Last Updated on March 8, 2022
Gas prices nationwide have reached an all-time high, with the national average at $4.17 a gallon for the first time in American history. Prices in some cities are even approaching $7, with motorists in Los Angeles reporting costs as high as $6.99 a gallon.
According to AAA, the new national average shatters 2008’s record price of $4.11 for a gallon of gas. Motorists nationwide have reported massive day to day price jumps, with prices moving dozens of cents in very short periods, and have even reported seeing the price increase while waiting in extremely long lines to gas up.
Fuel market analysts warn that the prices show no signs of slowing down, and that the pain at the pump will continue to get much, much worse.
“It’s a dire situation and won’t improve any time soon,” GasBusdy’s Patrick De Haan told Fox News. “The high prices are likely to stick around for not days or weeks, like they did in 2008, but months. GasBuddy now expects the yearly national average to rise to its highest ever recorded.”
As recently as 2019, America was designated as a net energy exporter, meaning that under 45th President Trump, America produced enough fuel to be energy independent, and even to sell the leftovers to the rest of the world.
Now, under Joe Biden, American pipelines and drilling operations have been shuttered, bringing America’s energy independence to a grinding halt. Alongside the price of gas, inflation has steadily increased, hitting workers and families straight in the pocketbook.
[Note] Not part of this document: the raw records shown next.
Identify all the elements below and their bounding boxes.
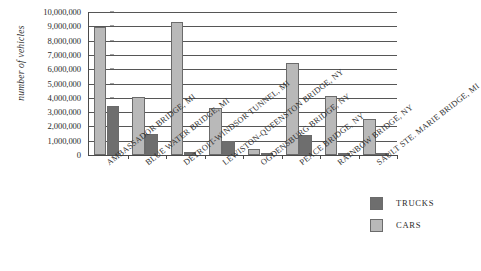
x-axis-tick-mark — [243, 155, 244, 159]
chart-legend: TRUCKS CARS — [370, 192, 462, 236]
y-axis-tick-label: 9,000,000 — [48, 22, 81, 31]
y-axis-title: number of vehicles — [16, 8, 26, 118]
y-axis-tick-label: 3,000,000 — [48, 108, 81, 117]
bar-series-container — [89, 12, 397, 155]
x-axis-tick-mark — [359, 155, 360, 159]
y-axis-tick-label: 4,000,000 — [48, 94, 81, 103]
y-axis-tick-label: 8,000,000 — [48, 36, 81, 45]
bar-trucks[interactable] — [107, 106, 120, 155]
y-axis-tick-label: 1,000,000 — [48, 136, 81, 145]
bar-cars[interactable] — [94, 27, 107, 155]
x-axis-tick-mark — [320, 155, 321, 159]
x-axis-tick-mark — [128, 155, 129, 159]
y-axis-tick-label: 6,000,000 — [48, 65, 81, 74]
y-axis-tick-label: 2,000,000 — [48, 122, 81, 131]
x-axis-tick-mark — [166, 155, 167, 159]
x-axis-tick-mark — [397, 155, 398, 159]
legend-swatch-trucks-icon — [370, 197, 383, 210]
y-axis-tick-label: 5,000,000 — [48, 79, 81, 88]
legend-item-cars[interactable]: CARS — [370, 214, 462, 236]
x-axis-tick-mark — [205, 155, 206, 159]
y-axis-tick-label: 0 — [77, 151, 81, 160]
y-axis-tick-labels: 01,000,0002,000,0003,000,0004,000,0005,0… — [26, 12, 84, 155]
y-axis-tick-label: 7,000,000 — [48, 51, 81, 60]
legend-swatch-cars-icon — [370, 219, 383, 232]
plot-area — [88, 12, 397, 156]
legend-item-trucks[interactable]: TRUCKS — [370, 192, 462, 214]
legend-label-trucks: TRUCKS — [396, 198, 434, 208]
bar-group — [89, 12, 128, 155]
bar-cars[interactable] — [248, 149, 261, 155]
legend-label-cars: CARS — [396, 220, 421, 230]
y-axis-tick-label: 10,000,000 — [43, 8, 81, 17]
x-axis-tick-mark — [282, 155, 283, 159]
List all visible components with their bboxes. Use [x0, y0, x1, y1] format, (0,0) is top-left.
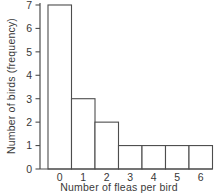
- y-tick-label: 0: [26, 163, 32, 175]
- y-tick-label: 1: [26, 139, 32, 151]
- bar: [48, 5, 72, 169]
- bar: [142, 146, 166, 169]
- y-axis-title: Number of birds (frequency): [5, 18, 17, 154]
- bar: [72, 99, 96, 169]
- bar: [166, 146, 190, 169]
- histogram-chart: 012345670123456 Number of birds (frequen…: [0, 0, 216, 196]
- y-tick-label: 6: [26, 22, 32, 34]
- y-tick-label: 4: [26, 69, 32, 81]
- y-tick-label: 5: [26, 46, 32, 58]
- bar: [95, 122, 119, 169]
- plot-area: 012345670123456: [0, 0, 216, 196]
- y-tick-label: 2: [26, 116, 32, 128]
- y-tick-label: 3: [26, 93, 32, 105]
- x-axis-title: Number of fleas per bird: [60, 181, 177, 193]
- y-tick-label: 7: [26, 0, 32, 11]
- bar: [119, 146, 143, 169]
- bar: [189, 146, 213, 169]
- x-tick-label: 6: [198, 171, 204, 183]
Combined with supply chain issues caused by COVID lockdowns, the situation has created one of the worst consumer economies in American history and families are increasingly shopping in grocery stores whose bare shelves resemble those of the Soviet Union.
As National File previously reported, average gas prices in California have already eclipsed $5 a gallon, sending a warning shot to the rest of the nation of things to come.